The change in the 2013 law was comically called the “Keep Jobs In Colorado Act.” Instead the act has resulted in destroying or badly damaging Colorado firms who previously dominated the competitive bid process. While the Colorado press has largely ignored the scandal at CDOT it has not escaped the purview of federal authorities. The national Engineering News-Record on November 29, 2019, announced that the United States Department of Justice had “launched a multipronged effort to root out bid-rigging, price fixing and other forms of collusion in construction and other sectors on local, state and federal government funded contracts.” There is now a strike force which is comprised of prosecutors in Washington as well as 13 U.S. Attorneys offices in addition to FBI investigators and personal from four inspector general offices.

One of the key U.S. Attorney Offices is that of Colorado. One of the items that possibly brought Colorado onto the radar screen was the purported statement by a key member of CDOT. The high ranked CDOT official allegedly stated that the $20 million contract for repair of the Highway 36 sinkhole should not be competitively low bid because CDOT could not guarantee, under such a method, that it be awarded to their friends at Kraemer.
Federal authorities are apparently aware that bid rigging has expanded far beyond various contractors illegally getting together and now may involve state agencies.
In looking at CDOT one of the key areas of investigation may be “bid suppression” as a form of a collusive bidding scheme. The “Guide to Combating Corruption & Fraud in Development Projects” notes:
“Corrupt government and procurement officials can facilitate the bid suppression efforts (e.g. by disqualifying other legitimate bidders during the bidding process) . . . .”
Many local contracting firms in Colorado are increasingly upset that they are not allowed to take an actual part in bidding for CMGC projects. They are falsely urged to apply to make it seem that the process is legitimate and then excluded by CDOT on criteria that only applies to massive national or international firms like Kraemer and Kiewit.
According to federal sources one of the red lights for a corrupt bidding process is lack of transparency. Under the prior low bid process the exact figures for all parties were available after a contract was awarded so losing bidders could see where they fell short.
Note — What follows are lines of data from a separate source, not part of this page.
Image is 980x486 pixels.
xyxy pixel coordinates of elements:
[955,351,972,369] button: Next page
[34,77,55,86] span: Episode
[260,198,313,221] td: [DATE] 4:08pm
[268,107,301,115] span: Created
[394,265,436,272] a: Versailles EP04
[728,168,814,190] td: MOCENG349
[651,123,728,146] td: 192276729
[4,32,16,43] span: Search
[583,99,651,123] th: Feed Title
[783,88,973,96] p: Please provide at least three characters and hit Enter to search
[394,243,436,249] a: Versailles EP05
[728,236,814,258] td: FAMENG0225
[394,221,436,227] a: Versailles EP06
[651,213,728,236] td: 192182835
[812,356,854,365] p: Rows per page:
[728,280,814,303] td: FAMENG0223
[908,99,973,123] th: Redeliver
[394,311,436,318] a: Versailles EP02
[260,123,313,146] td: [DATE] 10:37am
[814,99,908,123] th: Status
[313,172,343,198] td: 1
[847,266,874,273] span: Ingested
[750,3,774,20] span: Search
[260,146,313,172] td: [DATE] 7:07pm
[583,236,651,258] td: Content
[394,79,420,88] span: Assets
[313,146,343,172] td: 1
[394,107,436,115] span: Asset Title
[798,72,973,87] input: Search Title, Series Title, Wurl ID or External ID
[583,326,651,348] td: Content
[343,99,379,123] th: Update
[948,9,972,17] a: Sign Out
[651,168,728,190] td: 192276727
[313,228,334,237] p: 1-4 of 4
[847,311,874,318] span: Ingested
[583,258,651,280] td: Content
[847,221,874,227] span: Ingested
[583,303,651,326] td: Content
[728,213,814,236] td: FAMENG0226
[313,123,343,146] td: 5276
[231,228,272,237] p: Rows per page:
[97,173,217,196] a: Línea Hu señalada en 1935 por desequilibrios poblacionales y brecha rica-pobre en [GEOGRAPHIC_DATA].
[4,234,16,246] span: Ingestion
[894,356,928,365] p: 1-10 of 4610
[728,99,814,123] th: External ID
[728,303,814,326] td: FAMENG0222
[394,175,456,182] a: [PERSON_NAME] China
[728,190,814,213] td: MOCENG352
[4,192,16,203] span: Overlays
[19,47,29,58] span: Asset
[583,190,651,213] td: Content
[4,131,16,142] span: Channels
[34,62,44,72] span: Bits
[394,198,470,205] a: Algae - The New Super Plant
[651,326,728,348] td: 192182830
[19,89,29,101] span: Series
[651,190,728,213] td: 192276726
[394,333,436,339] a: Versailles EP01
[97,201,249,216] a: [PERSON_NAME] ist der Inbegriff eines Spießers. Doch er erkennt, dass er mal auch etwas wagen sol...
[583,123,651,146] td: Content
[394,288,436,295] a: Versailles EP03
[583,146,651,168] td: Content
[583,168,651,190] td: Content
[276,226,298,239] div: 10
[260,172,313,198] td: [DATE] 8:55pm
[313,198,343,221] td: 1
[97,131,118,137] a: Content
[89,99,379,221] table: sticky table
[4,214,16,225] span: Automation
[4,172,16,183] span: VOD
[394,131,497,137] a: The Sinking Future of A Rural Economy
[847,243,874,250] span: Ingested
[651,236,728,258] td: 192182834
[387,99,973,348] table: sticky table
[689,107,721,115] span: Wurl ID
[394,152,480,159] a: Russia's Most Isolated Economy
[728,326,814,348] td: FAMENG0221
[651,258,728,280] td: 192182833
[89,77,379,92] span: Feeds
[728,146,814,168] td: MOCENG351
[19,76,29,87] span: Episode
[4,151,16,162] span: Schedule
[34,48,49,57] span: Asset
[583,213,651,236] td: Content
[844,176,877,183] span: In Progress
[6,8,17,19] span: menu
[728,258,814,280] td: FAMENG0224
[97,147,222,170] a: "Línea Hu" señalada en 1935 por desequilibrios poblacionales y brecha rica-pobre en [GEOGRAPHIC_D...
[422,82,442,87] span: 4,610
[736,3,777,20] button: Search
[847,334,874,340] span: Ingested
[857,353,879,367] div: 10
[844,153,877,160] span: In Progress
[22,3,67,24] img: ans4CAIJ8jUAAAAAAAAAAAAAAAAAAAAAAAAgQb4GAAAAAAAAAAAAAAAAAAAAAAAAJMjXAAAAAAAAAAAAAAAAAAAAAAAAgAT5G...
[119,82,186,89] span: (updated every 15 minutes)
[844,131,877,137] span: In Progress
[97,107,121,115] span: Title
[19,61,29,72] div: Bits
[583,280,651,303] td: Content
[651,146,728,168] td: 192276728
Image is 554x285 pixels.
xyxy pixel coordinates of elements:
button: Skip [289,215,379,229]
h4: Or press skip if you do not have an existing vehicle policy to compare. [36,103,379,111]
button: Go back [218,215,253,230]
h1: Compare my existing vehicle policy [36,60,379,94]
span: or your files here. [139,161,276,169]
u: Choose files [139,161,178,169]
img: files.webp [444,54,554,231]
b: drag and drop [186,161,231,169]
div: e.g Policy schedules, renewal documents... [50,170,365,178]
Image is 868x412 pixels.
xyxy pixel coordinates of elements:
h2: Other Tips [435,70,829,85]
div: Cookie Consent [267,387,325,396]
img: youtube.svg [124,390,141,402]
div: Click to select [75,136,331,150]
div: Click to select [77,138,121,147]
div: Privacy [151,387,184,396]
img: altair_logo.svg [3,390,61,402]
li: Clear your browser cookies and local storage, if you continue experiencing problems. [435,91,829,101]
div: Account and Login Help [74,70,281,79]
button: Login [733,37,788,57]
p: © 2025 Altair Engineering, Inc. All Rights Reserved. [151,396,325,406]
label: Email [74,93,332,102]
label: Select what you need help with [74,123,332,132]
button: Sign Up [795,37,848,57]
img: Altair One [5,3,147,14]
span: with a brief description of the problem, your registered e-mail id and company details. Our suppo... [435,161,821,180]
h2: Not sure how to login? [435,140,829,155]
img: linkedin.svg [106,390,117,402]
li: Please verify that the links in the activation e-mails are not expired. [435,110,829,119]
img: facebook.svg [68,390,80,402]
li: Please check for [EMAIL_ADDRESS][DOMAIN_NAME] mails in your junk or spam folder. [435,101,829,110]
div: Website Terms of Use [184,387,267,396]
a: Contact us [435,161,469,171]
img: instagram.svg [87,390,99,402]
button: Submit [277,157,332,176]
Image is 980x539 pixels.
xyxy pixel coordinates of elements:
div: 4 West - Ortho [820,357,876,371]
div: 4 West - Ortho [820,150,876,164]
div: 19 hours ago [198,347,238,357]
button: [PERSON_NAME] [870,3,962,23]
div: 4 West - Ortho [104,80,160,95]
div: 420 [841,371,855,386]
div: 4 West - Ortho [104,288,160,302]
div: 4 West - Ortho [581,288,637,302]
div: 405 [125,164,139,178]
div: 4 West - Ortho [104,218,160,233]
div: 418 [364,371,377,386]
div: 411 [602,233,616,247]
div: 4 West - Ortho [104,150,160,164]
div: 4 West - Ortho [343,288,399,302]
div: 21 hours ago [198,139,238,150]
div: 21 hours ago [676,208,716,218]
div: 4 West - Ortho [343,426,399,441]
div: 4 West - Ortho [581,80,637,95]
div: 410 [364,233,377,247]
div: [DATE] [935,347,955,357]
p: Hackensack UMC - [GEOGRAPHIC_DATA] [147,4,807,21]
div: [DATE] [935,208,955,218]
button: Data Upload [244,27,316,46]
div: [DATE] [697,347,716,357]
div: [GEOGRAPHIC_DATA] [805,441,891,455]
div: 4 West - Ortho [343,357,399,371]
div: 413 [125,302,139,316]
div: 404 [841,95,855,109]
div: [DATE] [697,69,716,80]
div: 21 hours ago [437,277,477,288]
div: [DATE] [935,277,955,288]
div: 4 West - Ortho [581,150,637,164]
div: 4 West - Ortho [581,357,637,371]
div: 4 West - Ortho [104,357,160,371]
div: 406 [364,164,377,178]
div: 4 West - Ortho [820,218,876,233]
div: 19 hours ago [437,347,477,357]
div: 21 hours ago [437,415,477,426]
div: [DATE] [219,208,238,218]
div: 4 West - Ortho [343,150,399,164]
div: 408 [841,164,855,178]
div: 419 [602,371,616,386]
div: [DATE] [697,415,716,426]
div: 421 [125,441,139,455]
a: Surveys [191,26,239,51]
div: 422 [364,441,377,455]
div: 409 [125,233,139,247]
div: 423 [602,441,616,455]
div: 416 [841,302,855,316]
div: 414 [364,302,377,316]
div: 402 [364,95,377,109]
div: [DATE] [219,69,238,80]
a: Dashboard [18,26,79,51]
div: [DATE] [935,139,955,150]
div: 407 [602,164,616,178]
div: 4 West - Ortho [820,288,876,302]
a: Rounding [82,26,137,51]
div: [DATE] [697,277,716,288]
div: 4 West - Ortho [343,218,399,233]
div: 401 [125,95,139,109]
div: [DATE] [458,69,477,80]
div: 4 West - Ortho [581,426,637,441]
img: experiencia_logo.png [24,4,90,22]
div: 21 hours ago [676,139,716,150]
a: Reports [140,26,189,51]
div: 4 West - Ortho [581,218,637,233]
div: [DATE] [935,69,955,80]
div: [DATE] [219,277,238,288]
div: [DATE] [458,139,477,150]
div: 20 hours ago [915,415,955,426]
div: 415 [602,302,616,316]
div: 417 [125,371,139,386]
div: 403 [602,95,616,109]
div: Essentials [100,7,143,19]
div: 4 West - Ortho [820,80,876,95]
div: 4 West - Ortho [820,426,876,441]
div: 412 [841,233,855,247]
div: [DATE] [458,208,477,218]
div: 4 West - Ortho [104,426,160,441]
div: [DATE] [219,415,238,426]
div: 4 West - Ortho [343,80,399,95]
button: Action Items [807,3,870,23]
When an in-state contractor asked CDOT for a copy of the winning bid under a recent CMGC project he was given a document with almost all of the key relevant information redacted by CDOT as shown at right.
Federal authorities are apparently hoping to bring a case of bid suppression that would make national news as to ensure the greatest effect. The indictment of Shoshana Lew or other high CDOT officials regarding the duopoly that has overtaken state construction projects would certainly fit the bill. However, there is no present indication of personal financial benefit by any present CDOT official, which while not necessary in such cases, is still preferred by some federal authorities.

Regardless of federal efforts to clean up uncompetitive bidding in Colorado, it is clear that CMGC method of awarding projects should be suspended in Colorado until a transparent competitive system that will save Colorado taxpayers billions of dollars is undertaken. That and tight restrictions on consulting contracts with CDOT are both long overdue and badly needed.